NASA’s Curiosity Rover has uncovered some rocks on the Red planet which have surprisingly high concentration of silica. This presence of silica has created a new mystery and has made astronomers to rethink about the chemical composition in Mars. The recent high definition images captured by the Mars Curiosity Rover are showing rocks with sufficiently good amount of silica. Now why is this such a big news? Why is it going trending in every social medium? Just only because it’s something about Mars and NASA? Certainly not! The rocks whose images have been published, are composed of nine tenth portion of silica and chemically, silica is responsible for the formation of rocks by combining the elements silicon and oxygen, commonly seen on Earth as quartz.
Speaking from perspective of Chemistry, if water at a place is acidic then it will carry off all minerals and substances but silica. Again, if water is basic, then it will dissolve the silica which will be deposited to form the rocks. So the big catch is water! Scientists are trying to figure out the connection of water with the silica in rocks. Curiosity Rover is drilling different surfaces on Mars since forty months and studying different geological layers on Mars. Since the launch of Cusiority Rover on Mars, it has found out that billions of years ago there were lakes which and other environmental conditions that could sustain life. Then Curiosity reached the younger layers of Mount Sharp’s slopes, and found out that historical environmental conditions evolved from lakes, rivers and deltas to the harsh aridity of today’s Mars.
“These high-silica compositions are a puzzle. You can boost the concentration of silica either by leaching away other ingredients while leaving the silica behind, or by bringing in silica from somewhere else,” said Albert Yen. Yen is a member of Mars Rover team at NASA’s Jet Propulsion Laboratory, Pasadena, California. “Either of those processes involve water. If we can determine which happened, we’ll learn more about other conditions in those ancient wet environments.”
“The high silica was a surprise — so interesting that we backtracked to investigate it with more of Curiosity’s instruments,” said Jens Frydenvang of Los Alamos National Laboratory in New Mexico and the University of Copenhagen, Denmark. The study on the environment and geology of Mars are still continuing. More and more puzzles will appear and more and more puzzles will be solved by NASA Curiosity Rover team.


→ **YOUR ASSIGNMENT**: Repeat, exactly and with no pictures, the lines that run from the beginning of the entries through the line containing "Image is 872x432 pixels.".

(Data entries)
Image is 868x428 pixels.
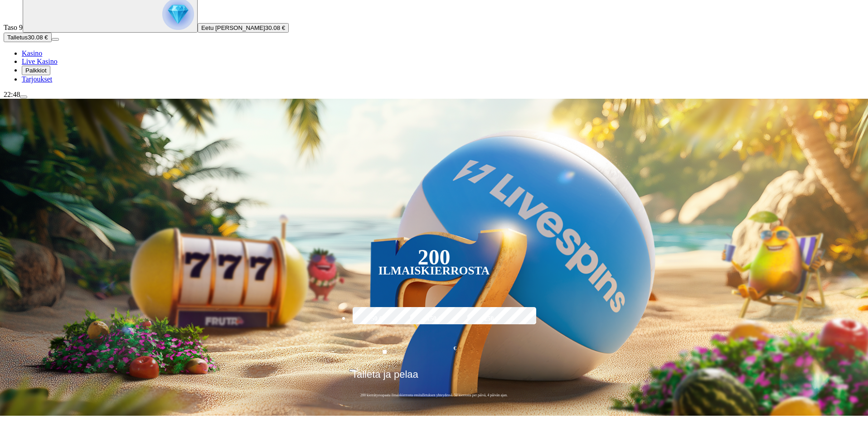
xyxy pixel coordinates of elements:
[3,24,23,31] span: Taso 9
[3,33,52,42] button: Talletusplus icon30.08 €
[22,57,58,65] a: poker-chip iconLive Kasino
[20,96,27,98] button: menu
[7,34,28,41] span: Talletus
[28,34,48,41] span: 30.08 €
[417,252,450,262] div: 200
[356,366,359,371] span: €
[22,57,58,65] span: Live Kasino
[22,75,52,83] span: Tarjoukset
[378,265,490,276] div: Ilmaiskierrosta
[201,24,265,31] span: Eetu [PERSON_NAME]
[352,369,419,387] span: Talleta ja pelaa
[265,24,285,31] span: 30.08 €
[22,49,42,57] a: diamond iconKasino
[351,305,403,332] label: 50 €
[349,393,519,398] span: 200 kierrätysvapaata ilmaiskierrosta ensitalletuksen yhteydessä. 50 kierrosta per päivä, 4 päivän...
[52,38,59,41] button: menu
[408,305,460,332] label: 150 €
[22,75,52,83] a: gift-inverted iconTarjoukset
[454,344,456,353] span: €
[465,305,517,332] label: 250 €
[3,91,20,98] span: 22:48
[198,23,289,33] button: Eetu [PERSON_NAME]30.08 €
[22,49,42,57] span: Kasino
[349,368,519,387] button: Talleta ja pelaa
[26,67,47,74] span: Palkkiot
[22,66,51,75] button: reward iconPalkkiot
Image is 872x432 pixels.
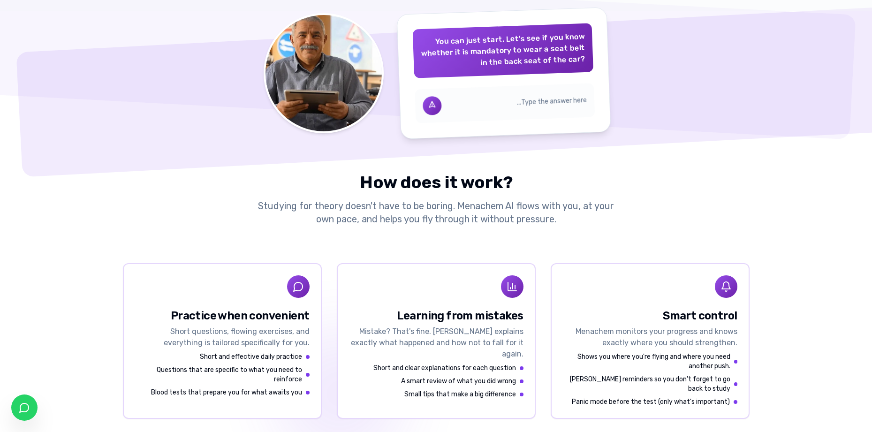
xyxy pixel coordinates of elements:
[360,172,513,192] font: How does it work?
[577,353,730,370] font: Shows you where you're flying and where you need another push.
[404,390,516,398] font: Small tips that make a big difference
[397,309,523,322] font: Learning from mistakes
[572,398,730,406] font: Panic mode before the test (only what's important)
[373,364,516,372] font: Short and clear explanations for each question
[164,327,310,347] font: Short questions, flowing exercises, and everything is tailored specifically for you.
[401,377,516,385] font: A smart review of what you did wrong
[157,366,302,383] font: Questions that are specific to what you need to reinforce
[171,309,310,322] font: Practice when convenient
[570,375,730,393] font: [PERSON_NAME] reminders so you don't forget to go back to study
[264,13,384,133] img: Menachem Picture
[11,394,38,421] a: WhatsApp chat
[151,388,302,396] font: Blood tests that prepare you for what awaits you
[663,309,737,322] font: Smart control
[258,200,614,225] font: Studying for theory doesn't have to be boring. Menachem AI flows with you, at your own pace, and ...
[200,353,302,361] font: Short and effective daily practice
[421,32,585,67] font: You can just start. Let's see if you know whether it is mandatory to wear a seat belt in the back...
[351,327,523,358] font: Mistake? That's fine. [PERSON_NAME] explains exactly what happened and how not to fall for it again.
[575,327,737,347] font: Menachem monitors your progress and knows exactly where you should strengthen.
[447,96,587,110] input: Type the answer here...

→ **SOLVED PROBLEM**:
Image is 868x428 pixels.
xyxy pixel coordinates of elements:
[3,24,23,31] span: Taso 9
[3,33,52,42] button: Talletusplus icon30.08 €
[22,57,58,65] a: poker-chip iconLive Kasino
[20,96,27,98] button: menu
[7,34,28,41] span: Talletus
[28,34,48,41] span: 30.08 €
[417,252,450,262] div: 200
[356,366,359,371] span: €
[22,57,58,65] span: Live Kasino
[22,75,52,83] span: Tarjoukset
[378,265,490,276] div: Ilmaiskierrosta
[201,24,265,31] span: Eetu [PERSON_NAME]
[352,369,419,387] span: Talleta ja pelaa
[265,24,285,31] span: 30.08 €
[22,49,42,57] a: diamond iconKasino
[351,305,403,332] label: 50 €
[349,393,519,398] span: 200 kierrätysvapaata ilmaiskierrosta ensitalletuksen yhteydessä. 50 kierrosta per päivä, 4 päivän...
[52,38,59,41] button: menu
[408,305,460,332] label: 150 €
[22,75,52,83] a: gift-inverted iconTarjoukset
[454,344,456,353] span: €
[465,305,517,332] label: 250 €
[3,91,20,98] span: 22:48
[198,23,289,33] button: Eetu [PERSON_NAME]30.08 €
[22,49,42,57] span: Kasino
[349,368,519,387] button: Talleta ja pelaa
[26,67,47,74] span: Palkkiot
[22,66,51,75] button: reward iconPalkkiot
Image is 872x432 pixels.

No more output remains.